Controversial Bountiful school abruptly closes its doors
A school in Bountiful, with links to jailed polygamist leader Warren Jeffs has abruptly closed its doors.
Bountiful Elementary-Secondary School shut down without explanation in September, the province’s Education Ministry confirmed. The school, which received provincial funding for some grade levels, had an enrolment of 265 students last year.
Most of its students now rely on home-schooling in a community that has long been accused of using classrooms to indoctrinate children rather than educate them.
Education Ministry spokesman Scott Sutherland said the students are enrolled in a program known as Homelinks, which connects parents and children with certified teachers who work with families to craft an educational program for each student. Professional teachers evaluate students’ work, but most of the instruction still occurs at home.
Bountiful is a commune of about 1,000 people in southeastern B.C., not far from the U.S. border.

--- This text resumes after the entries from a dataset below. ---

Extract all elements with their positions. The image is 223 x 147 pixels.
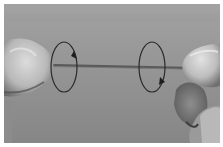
string-twisting-photo <box>4 4 220 143</box>
photo-frame <box>4 4 220 143</box>
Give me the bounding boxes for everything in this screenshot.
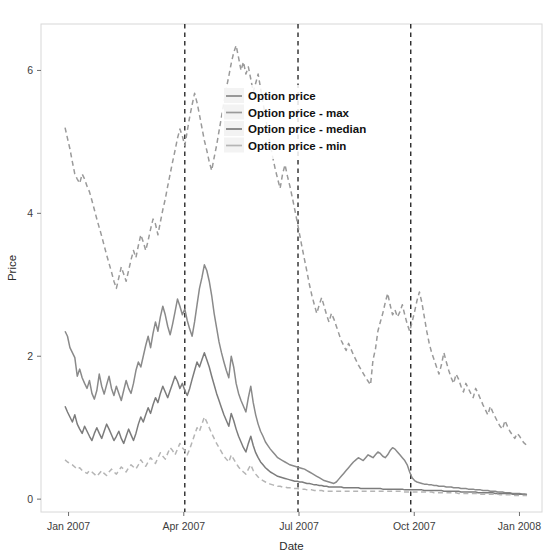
x-axis-title: Date [279, 540, 303, 552]
series-line [65, 353, 527, 495]
chart-container: 0246Jan 2007Apr 2007Jul 2007Oct 2007Jan … [0, 0, 550, 559]
price-line-chart: 0246Jan 2007Apr 2007Jul 2007Oct 2007Jan … [0, 0, 550, 559]
x-tick-label: Jan 2008 [498, 520, 541, 532]
series-line [65, 417, 527, 496]
legend-label: Option price [248, 90, 316, 102]
y-tick-label: 4 [27, 207, 33, 219]
y-tick-label: 6 [27, 64, 33, 76]
legend-label: Option price - median [248, 123, 366, 135]
y-tick-label: 0 [27, 493, 33, 505]
y-tick-label: 2 [27, 350, 33, 362]
x-tick-label: Oct 2007 [393, 520, 436, 532]
x-tick-label: Jan 2007 [47, 520, 90, 532]
y-axis-title: Price [6, 255, 18, 281]
series-line [65, 265, 527, 494]
legend-label: Option price - min [248, 140, 346, 152]
x-tick-label: Apr 2007 [162, 520, 205, 532]
x-tick-label: Jul 2007 [279, 520, 319, 532]
legend-label: Option price - max [248, 107, 350, 119]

Residents follow a fundamentalist form of Mormonism, which, unlike the mainstream Mormon church, condones polygamy as a tenet of the faith.

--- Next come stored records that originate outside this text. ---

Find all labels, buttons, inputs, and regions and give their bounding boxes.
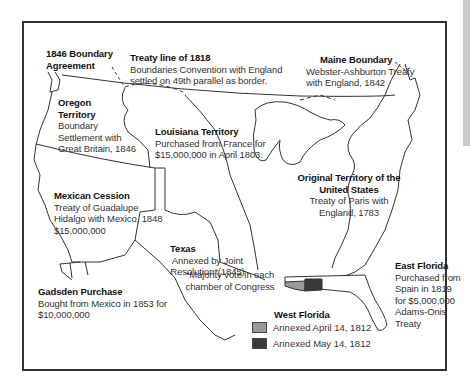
region-desc: Webster-Ashburton Treaty [306, 66, 414, 78]
region-desc: Spain in 1819 [395, 283, 461, 295]
legend-label: Annexed May 14, 1812 [273, 338, 371, 349]
label-maine-boundary: Maine Boundary Webster-Ashburton Treaty … [306, 54, 414, 89]
legend-item-april: Annexed April 14, 1812 [252, 322, 371, 333]
region-desc: Treaty [395, 318, 461, 330]
region-desc: Adams-Onis [395, 306, 461, 318]
label-treaty-1818: Treaty line of 1818 Boundaries Conventio… [130, 52, 282, 87]
west-florida-may-region [305, 279, 322, 291]
region-desc: Purchased from [395, 272, 461, 284]
region-desc: Treaty of Guadalupe [54, 202, 162, 214]
legend-title: West Florida [274, 309, 330, 321]
region-desc: England, 1783 [294, 207, 404, 219]
legend-swatch-light [252, 322, 267, 333]
label-louisiana-territory: Louisiana Territory Purchased from Franc… [155, 126, 266, 161]
region-desc: Treaty of Paris with [294, 195, 404, 207]
region-desc: settled on 49th parallel as border. [130, 75, 282, 87]
west-florida-april-region [285, 281, 305, 291]
legend-label: Annexed April 14, 1812 [273, 322, 371, 333]
east-coast-line [332, 64, 400, 268]
region-desc: for $5,000,000 [395, 295, 461, 307]
label-oregon-territory: Oregon Territory Boundary Settlement wit… [58, 97, 136, 155]
footnote-text: *Majority vote in each [175, 269, 285, 281]
label-mexican-cession: Mexican Cession Treaty of Guadalupe Hida… [54, 190, 162, 236]
region-desc: Boundaries Convention with England [130, 64, 282, 76]
region-desc: Settlement with [58, 132, 136, 144]
region-title: Maine Boundary [306, 54, 414, 66]
label-gadsden-purchase: Gadsden Purchase Bought from Mexico in 1… [38, 286, 167, 321]
region-desc: Annexed by Joint [160, 255, 255, 267]
region-title: Original Territory of the United States [294, 172, 404, 195]
great-lakes [253, 102, 345, 165]
region-desc: Great Britain, 1846 [58, 143, 136, 155]
region-title: Texas [160, 243, 255, 255]
footnote-text: chamber of Congress [175, 281, 285, 293]
region-desc: Purchased from France for [155, 138, 266, 150]
region-desc: $15,000,000 [54, 225, 162, 237]
legend-item-may: Annexed May 14, 1812 [252, 338, 371, 349]
legend-title-text: West Florida [274, 309, 330, 321]
region-title: Oregon Territory [58, 97, 98, 120]
label-1846-boundary: 1846 Boundary Agreement [46, 48, 126, 71]
region-desc: with England, 1842 [306, 77, 414, 89]
region-title: Mexican Cession [54, 190, 162, 202]
legend-swatch-dark [252, 338, 267, 349]
region-title: Louisiana Territory [155, 126, 266, 138]
label-texas-footnote: *Majority vote in each chamber of Congre… [175, 269, 285, 292]
region-desc: Hidalgo with Mexico, 1848 [54, 213, 162, 225]
region-title: Treaty line of 1818 [130, 52, 282, 64]
scrollbar[interactable] [463, 0, 470, 146]
region-title: East Florida [395, 260, 461, 272]
label-east-florida: East Florida Purchased from Spain in 181… [395, 260, 461, 329]
region-title: 1846 Boundary Agreement [46, 48, 126, 71]
label-original-territory: Original Territory of the United States … [294, 172, 404, 218]
region-desc: Bought from Mexico in 1853 for [38, 298, 167, 310]
region-title: Gadsden Purchase [38, 286, 167, 298]
region-desc: $15,000,000 in April 1803. [155, 149, 266, 161]
region-desc: $10,000,000 [38, 309, 167, 321]
region-desc: Boundary [58, 120, 136, 132]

Bountiful Elementary-Secondary was one of two schools in the community, which itself is split into two divided factions.
The school was controlled by the faction that remains connected to the Fundamentalist Church of Jesus Christ of Latter-day Saints, or FLDS, and its jailed leader Jeffs.
The FLDS side of the community is considered more extreme and isolated than the faction led by Winston Blackmore, who split with the church a decade ago.
Blackmore’s school, Mormon Hills School, remains open with an enrolmen tt hisyearof17 8students, according to the Education Ministry.
Education in the community came under scrutiny during a high-profile trial in late 2010 and early 2011 that examined Canada’s polygamy law. The trial heard evidence of declining enrolment at both schools, particularly at higher grade levels.
The trial also heard testimony from former Bountiful residents, who recalled being taught religion for several hours each day at the FLDS-run school.